I’ve read several accounts of the Crusades but all from the perspective of the Christian west so it was fascinating to read this version from the Islamic side. The first thing you discover is that the invaders were not taking on established states, but rather what was mainly individually controlled cities and towns which were sometimes in loose alliances but more often were warring amongst themselves making them relatively easy prey for the more organised crusader forces. Certainly for the first hundred years or so of the crusader conflicts whenever an Islamic ruler died there would invariably not be a clear successor so internecine warfare would break out making the city and its surrounding territory ripe for conquest by not only the crusaders but also the neighbouring city states that were, in theory at least, on the same side. What the Islamic forces lacked was a leader that most of them would follow and this was why the crusaders found the invasion of the holy lands relatively easy in the beginning and with a couple of short lived exceptions this would be the case until the rise of the Kurdish officer Salah al-Din Yusef known in the west as Saladin, who had gone to Egypt with his father in 1173 as a young man despite having no appetite for warfare and ended up the effective ruler of Egyptian lands but still nominally under the control of Nur al-Din from Syria who had sent the army in the first place. The complex interrelationships between the various states and warlords with the added mix of a fanatical sect founded in the 1070’s by Hasan Ibn al-Sabbah who became known as the Assassins. Although these killers would operate independently they were often paid by various rivals, or even other family members to remove people in the way of their own rise to power. How these original assassins operated is described in the book.

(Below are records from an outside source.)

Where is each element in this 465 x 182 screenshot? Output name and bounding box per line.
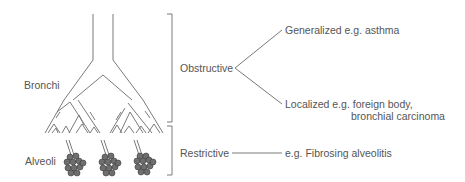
obstructive-bracket [167,14,172,122]
alveoli-label: Alveoli [25,155,56,167]
obstructive-label: Obstructive [180,62,233,74]
generalized-label: Generalized e.g. asthma [285,24,399,36]
restrictive-label: Restrictive [180,147,229,159]
localized-label-line2: bronchial carcinoma [351,110,445,122]
fibrosing-label: e.g. Fibrosing alveolitis [285,147,392,159]
alveoli-cluster-2 [99,140,121,176]
alveoli-cluster-3 [134,140,156,175]
bronchial-tree [45,14,163,133]
alveoli-cluster-1 [64,140,86,176]
restrictive-bracket [167,126,172,175]
localized-label-line1: Localized e.g. foreign body, [285,98,413,110]
alveoli-clusters [64,140,156,176]
obstructive-connector [235,30,282,104]
bronchi-label: Bronchi [24,79,60,91]
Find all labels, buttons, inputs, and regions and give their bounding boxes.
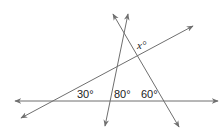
rising-line (21, 26, 193, 118)
steep-line-right (113, 14, 179, 127)
diagram: 30° 80° 60° x° (0, 0, 223, 134)
diagram-canvas: 30° 80° 60° x° (0, 0, 223, 134)
angle-label-x: x° (136, 39, 147, 51)
angle-label-60: 60° (141, 88, 158, 100)
angle-label-30: 30° (77, 88, 94, 100)
steep-line-left (105, 14, 128, 126)
angle-label-80: 80° (114, 88, 131, 100)
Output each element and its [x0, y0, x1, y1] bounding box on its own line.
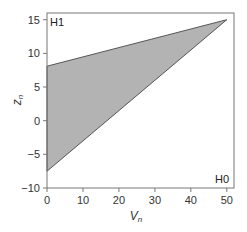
x-tick-label: 30	[149, 194, 161, 206]
h1-label: H1	[50, 16, 64, 28]
x-tick-label: 40	[185, 194, 197, 206]
y-tick-label: 0	[34, 115, 40, 127]
y-tick-label: −5	[27, 148, 40, 160]
y-tick-label: 5	[34, 81, 40, 93]
x-tick-label: 20	[113, 194, 125, 206]
y-axis	[43, 20, 47, 188]
chart: −10 −5 0 5 10 15 0 10 20 30 40 50 Vn zn …	[0, 0, 247, 232]
x-tick-labels: 0 10 20 30 40 50	[44, 194, 233, 206]
y-tick-labels: −10 −5 0 5 10 15	[21, 14, 40, 194]
x-tick-label: 0	[44, 194, 50, 206]
y-tick-label: 15	[28, 14, 40, 26]
h0-label: H0	[215, 173, 229, 185]
x-axis-label: Vn	[130, 209, 143, 224]
y-tick-label: 10	[28, 47, 40, 59]
x-tick-label: 10	[77, 194, 89, 206]
x-axis	[47, 188, 227, 192]
y-tick-label: −10	[21, 182, 40, 194]
shaded-region	[47, 20, 227, 172]
y-axis-label: zn	[10, 94, 25, 106]
x-tick-label: 50	[221, 194, 233, 206]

Although the preparation was always conducted in the utmost secrecy, the execution had to take place in public, indeed before the largest possible crowd. That was why the preferred site was a mosque, the favourite day Friday, generally at noon. For Hasan, murder was not merely a way of disposing of an enemy, but was intended primarily as a twofold lesson for the public: first the punishment of the victim, and second, the heroic sacrifice of the executioner, who was called fida’I or ‘suicide commando’ because he was almost always cut down on the spot.

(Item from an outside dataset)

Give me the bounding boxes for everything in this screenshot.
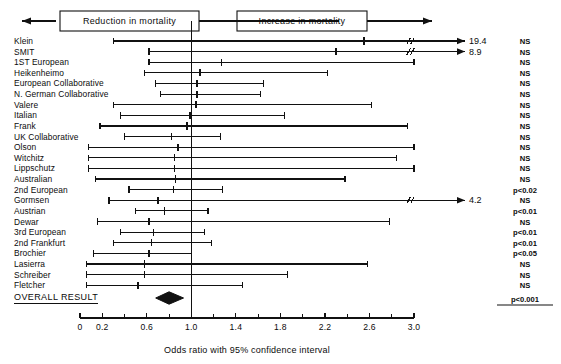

This constant warfare amongst the various states and cities lasted long into the Crusade period and the various parties rarely agreed on alliances to take on the invaders and when they did, at least initially had nothing that would allow them to ambush knights in armour as they had no equivalent defences so hadn’t developed weapons to defeat them. But the book is not all negative regarding the Islamic resistance there were leaders who could push back the Crusaders, at least temporarily, before Saladin and he had a bad habit, at least in a war leader, of being too merciful to those he defeated often simply sending them away, along with their armaments, leaving them free to attack again at a later date or surrendering territory in the hope of achieving a more lasting peace
The book is fascinating, especially if you have read any of the various western accounts of the period, I will be reading The Chronicle of the Crusades by Geoffrey of Villehardouin and Jean de Joinville at some point next year, the book is already on my shelves, and this will round off the overview of the Crusades I started with T.E Lawrence’s book on Crusader castles which I read at the start of this year. It’s a period of history I remember reading a lot about whilst at school both as set texts and independent study and this book has certainly given me a lot to think about with its alternative viewpoint.